WHAT IS REQUIRED – In full and word for word, restate the lines of the listing.

AVAILABLE DATA –
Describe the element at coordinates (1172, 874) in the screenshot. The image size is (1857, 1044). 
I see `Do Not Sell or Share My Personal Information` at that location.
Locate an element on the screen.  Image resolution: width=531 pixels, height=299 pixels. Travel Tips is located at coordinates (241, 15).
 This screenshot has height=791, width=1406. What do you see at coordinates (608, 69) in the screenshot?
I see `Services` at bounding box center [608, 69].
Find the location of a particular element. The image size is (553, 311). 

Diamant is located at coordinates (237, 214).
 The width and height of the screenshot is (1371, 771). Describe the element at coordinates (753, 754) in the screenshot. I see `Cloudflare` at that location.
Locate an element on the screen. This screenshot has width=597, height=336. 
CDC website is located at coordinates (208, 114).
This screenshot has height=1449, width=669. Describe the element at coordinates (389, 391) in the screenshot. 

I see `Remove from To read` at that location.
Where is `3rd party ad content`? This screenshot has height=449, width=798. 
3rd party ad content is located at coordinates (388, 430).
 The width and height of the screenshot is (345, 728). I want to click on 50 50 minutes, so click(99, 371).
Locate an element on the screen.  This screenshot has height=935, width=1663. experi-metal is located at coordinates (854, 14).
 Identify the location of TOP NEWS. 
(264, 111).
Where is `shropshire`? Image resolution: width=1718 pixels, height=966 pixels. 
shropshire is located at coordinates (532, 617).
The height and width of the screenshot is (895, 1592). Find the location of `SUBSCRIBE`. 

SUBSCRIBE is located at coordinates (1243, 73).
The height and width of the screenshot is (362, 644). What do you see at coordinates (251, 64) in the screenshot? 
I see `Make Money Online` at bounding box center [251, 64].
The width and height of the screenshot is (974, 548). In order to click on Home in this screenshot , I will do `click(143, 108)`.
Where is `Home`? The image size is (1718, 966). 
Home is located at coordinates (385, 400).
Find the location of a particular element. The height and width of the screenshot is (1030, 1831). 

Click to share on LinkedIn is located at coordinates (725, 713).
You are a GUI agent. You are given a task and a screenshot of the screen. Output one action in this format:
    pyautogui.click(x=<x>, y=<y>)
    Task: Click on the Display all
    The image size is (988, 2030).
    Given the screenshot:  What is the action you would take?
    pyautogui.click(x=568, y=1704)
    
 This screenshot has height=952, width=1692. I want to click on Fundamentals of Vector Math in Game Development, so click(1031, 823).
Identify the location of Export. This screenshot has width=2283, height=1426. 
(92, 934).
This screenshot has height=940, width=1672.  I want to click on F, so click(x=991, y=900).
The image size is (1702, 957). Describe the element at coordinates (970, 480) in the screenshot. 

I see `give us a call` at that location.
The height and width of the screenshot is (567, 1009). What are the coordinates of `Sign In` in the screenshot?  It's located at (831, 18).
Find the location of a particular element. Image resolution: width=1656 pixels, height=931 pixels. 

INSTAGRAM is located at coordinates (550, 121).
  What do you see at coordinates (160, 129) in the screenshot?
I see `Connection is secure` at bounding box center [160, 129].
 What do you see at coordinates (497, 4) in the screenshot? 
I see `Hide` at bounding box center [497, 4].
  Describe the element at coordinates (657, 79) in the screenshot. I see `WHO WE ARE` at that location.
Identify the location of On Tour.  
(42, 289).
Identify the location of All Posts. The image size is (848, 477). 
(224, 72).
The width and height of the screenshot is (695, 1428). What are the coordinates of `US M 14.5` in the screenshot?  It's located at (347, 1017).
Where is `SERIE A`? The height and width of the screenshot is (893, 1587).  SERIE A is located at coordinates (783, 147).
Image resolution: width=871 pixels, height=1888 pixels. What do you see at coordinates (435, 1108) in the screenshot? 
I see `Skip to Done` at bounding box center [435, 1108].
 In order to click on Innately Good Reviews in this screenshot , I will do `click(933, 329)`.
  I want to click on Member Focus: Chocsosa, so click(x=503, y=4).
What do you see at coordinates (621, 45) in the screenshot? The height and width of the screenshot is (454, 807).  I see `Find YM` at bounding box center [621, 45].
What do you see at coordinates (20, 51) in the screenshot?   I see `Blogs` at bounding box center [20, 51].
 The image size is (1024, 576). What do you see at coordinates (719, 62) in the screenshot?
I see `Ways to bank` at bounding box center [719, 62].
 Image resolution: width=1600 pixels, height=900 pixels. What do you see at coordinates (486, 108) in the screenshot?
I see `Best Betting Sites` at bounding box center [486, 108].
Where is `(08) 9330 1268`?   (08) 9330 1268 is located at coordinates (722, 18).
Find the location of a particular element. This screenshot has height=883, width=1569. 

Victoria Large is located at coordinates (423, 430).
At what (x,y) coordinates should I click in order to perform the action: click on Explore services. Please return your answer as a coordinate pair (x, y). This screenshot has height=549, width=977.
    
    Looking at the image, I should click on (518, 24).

RESULT –
Describe the element at coordinates (1172, 874) in the screenshot. The image size is (1857, 1044). 
I see `Do Not Sell or Share My Personal Information` at that location.
Locate an element on the screen.  Image resolution: width=531 pixels, height=299 pixels. Travel Tips is located at coordinates (241, 15).
 This screenshot has height=791, width=1406. What do you see at coordinates (608, 69) in the screenshot?
I see `Services` at bounding box center [608, 69].
Find the location of a particular element. The image size is (553, 311). 

Diamant is located at coordinates (237, 214).
 The width and height of the screenshot is (1371, 771). Describe the element at coordinates (753, 754) in the screenshot. I see `Cloudflare` at that location.
Locate an element on the screen. This screenshot has width=597, height=336. 
CDC website is located at coordinates (208, 114).
This screenshot has height=1449, width=669. Describe the element at coordinates (389, 391) in the screenshot. 

I see `Remove from To read` at that location.
Where is `3rd party ad content`? This screenshot has height=449, width=798. 
3rd party ad content is located at coordinates (388, 430).
 The width and height of the screenshot is (345, 728). I want to click on 50 50 minutes, so click(99, 371).
Locate an element on the screen.  This screenshot has height=935, width=1663. experi-metal is located at coordinates (854, 14).
 Identify the location of TOP NEWS. 
(264, 111).
Where is `shropshire`? Image resolution: width=1718 pixels, height=966 pixels. 
shropshire is located at coordinates (532, 617).
The height and width of the screenshot is (895, 1592). Find the location of `SUBSCRIBE`. 

SUBSCRIBE is located at coordinates (1243, 73).
The height and width of the screenshot is (362, 644). What do you see at coordinates (251, 64) in the screenshot? 
I see `Make Money Online` at bounding box center [251, 64].
The width and height of the screenshot is (974, 548). In order to click on Home in this screenshot , I will do `click(143, 108)`.
Where is `Home`? The image size is (1718, 966). 
Home is located at coordinates (385, 400).
Find the location of a particular element. The height and width of the screenshot is (1030, 1831). 

Click to share on LinkedIn is located at coordinates (725, 713).
You are a GUI agent. You are given a task and a screenshot of the screen. Output one action in this format:
    pyautogui.click(x=<x>, y=<y>)
    Task: Click on the Display all
    The image size is (988, 2030).
    Given the screenshot:  What is the action you would take?
    pyautogui.click(x=568, y=1704)
    
 This screenshot has height=952, width=1692. I want to click on Fundamentals of Vector Math in Game Development, so click(1031, 823).
Identify the location of Export. This screenshot has width=2283, height=1426. 
(92, 934).
This screenshot has height=940, width=1672.  I want to click on F, so click(x=991, y=900).
The image size is (1702, 957). Describe the element at coordinates (970, 480) in the screenshot. 

I see `give us a call` at that location.
The height and width of the screenshot is (567, 1009). What are the coordinates of `Sign In` in the screenshot?  It's located at (831, 18).
Find the location of a particular element. Image resolution: width=1656 pixels, height=931 pixels. 

INSTAGRAM is located at coordinates (550, 121).
  What do you see at coordinates (160, 129) in the screenshot?
I see `Connection is secure` at bounding box center [160, 129].
 What do you see at coordinates (497, 4) in the screenshot? 
I see `Hide` at bounding box center [497, 4].
  Describe the element at coordinates (657, 79) in the screenshot. I see `WHO WE ARE` at that location.
Identify the location of On Tour.  
(42, 289).
Identify the location of All Posts. The image size is (848, 477). 
(224, 72).
The width and height of the screenshot is (695, 1428). What are the coordinates of `US M 14.5` in the screenshot?  It's located at (347, 1017).
Where is `SERIE A`? The height and width of the screenshot is (893, 1587).  SERIE A is located at coordinates (783, 147).
Image resolution: width=871 pixels, height=1888 pixels. What do you see at coordinates (435, 1108) in the screenshot? 
I see `Skip to Done` at bounding box center [435, 1108].
 In order to click on Innately Good Reviews in this screenshot , I will do `click(933, 329)`.
  I want to click on Member Focus: Chocsosa, so click(x=503, y=4).
What do you see at coordinates (621, 45) in the screenshot? The height and width of the screenshot is (454, 807).  I see `Find YM` at bounding box center [621, 45].
What do you see at coordinates (20, 51) in the screenshot?   I see `Blogs` at bounding box center [20, 51].
 The image size is (1024, 576). What do you see at coordinates (719, 62) in the screenshot?
I see `Ways to bank` at bounding box center [719, 62].
 Image resolution: width=1600 pixels, height=900 pixels. What do you see at coordinates (486, 108) in the screenshot?
I see `Best Betting Sites` at bounding box center [486, 108].
Where is `(08) 9330 1268`?   (08) 9330 1268 is located at coordinates (722, 18).
Find the location of a particular element. This screenshot has height=883, width=1569. 

Victoria Large is located at coordinates (423, 430).
At what (x,y) coordinates should I click in order to perform the action: click on Explore services. Please return your answer as a coordinate pair (x, y). This screenshot has height=549, width=977.
    
    Looking at the image, I should click on (518, 24).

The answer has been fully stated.